The return percentage is based on total buy cost, so fees reduce the percentage return as well as the cash profit.

Tax, bid-ask spread, slippage, foreign exchange movement, borrowing costs, and dividend income are not included unless you adjust the inputs separately.

Common mistakes to avoid

Looking only at the share price gain and forgetting buy and sell fees.

Using the calculator for portfolio performance when there were multiple buys, sells, deposits, or withdrawals.

Treating pre-tax profit as the amount you will actually keep.

Use investment return when you want to measure an investment from initial value to final value over time.

Use cagr when the main question is the smoothed annual growth rate between two values.

Use investment when you are planning future contributions rather than reviewing one completed trade.

When to revisit the numbers

Rerun the trade when the sell price, share quantity, or dealing fees change.

For foreign-listed shares, keep currency conversion separate unless you have already adjusted the buy and sell prices.

Keep tax separate from the trade maths unless you are using a dedicated tax calculator or tax records.

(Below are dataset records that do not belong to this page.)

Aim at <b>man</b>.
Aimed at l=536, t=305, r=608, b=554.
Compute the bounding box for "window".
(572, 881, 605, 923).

How to Use This Calculator

  1. 1

    Enter your buy details

    Add the buy price per share, number of shares purchased, and any fee paid when opening the position.

  2. 2

    Enter your sell details

    Add the sell price per share and the fee charged when selling. The result updates automatically.

  3. 3

    Review net profit or loss

    The headline result shows the net trade outcome after fees, plus profit per share and percentage return.

  4. 4

    Check the break-even price

    Use the break-even sell price to understand the price needed to cover your purchase cost and trading fees.

Frequently Asked Questions

How do I calculate stock profit?

Multiply the buy price by the number of shares and add the buy fee. Then multiply the sell price by the number of shares and subtract the sell fee. Net profit is the sell proceeds minus the total buy cost.

Why does the calculator show a break-even sell price?

The break-even price shows the minimum sell price per share needed to cover the original purchase price and both trading fees. Selling above that price creates a profit before tax.

Does this stock profit calculator include tax?

No. It does not calculate capital gains tax, dividend tax, stamp duty, or account-specific tax treatment. Add platform charges as fees, then use a tax calculator or tax professional for the tax position.

Can I use this for a losing trade?

Yes. If the sell proceeds are lower than the buy cost plus fees, the result is shown as a loss and the return percentage will be negative.

What costs are not included?

The calculator does not include bid-ask spread, slippage, foreign exchange conversion, borrowing costs, dividend income, or tax. Those can materially change the real outcome of a trade.

Is the Stock Profit Calculator financial advice?

No. It is a general planning estimate based on the values you enter. Confirm important borrowing, investing, tax, or property decisions with qualified professionals and official terms from lenders or providers.

How often should I update my inputs?

Update when rates, income, prices, rent, contributions, or goals change materially. For most household finance decisions, reviewing every few months or after a major change is enough.

Why might this differ from my bank or broker quote?

A broker statement may include exact execution prices, currency conversion, spread, slippage, tax, dividends, or platform charges. This calculator focuses on buy price, sell price, share count, and buy/sell fees.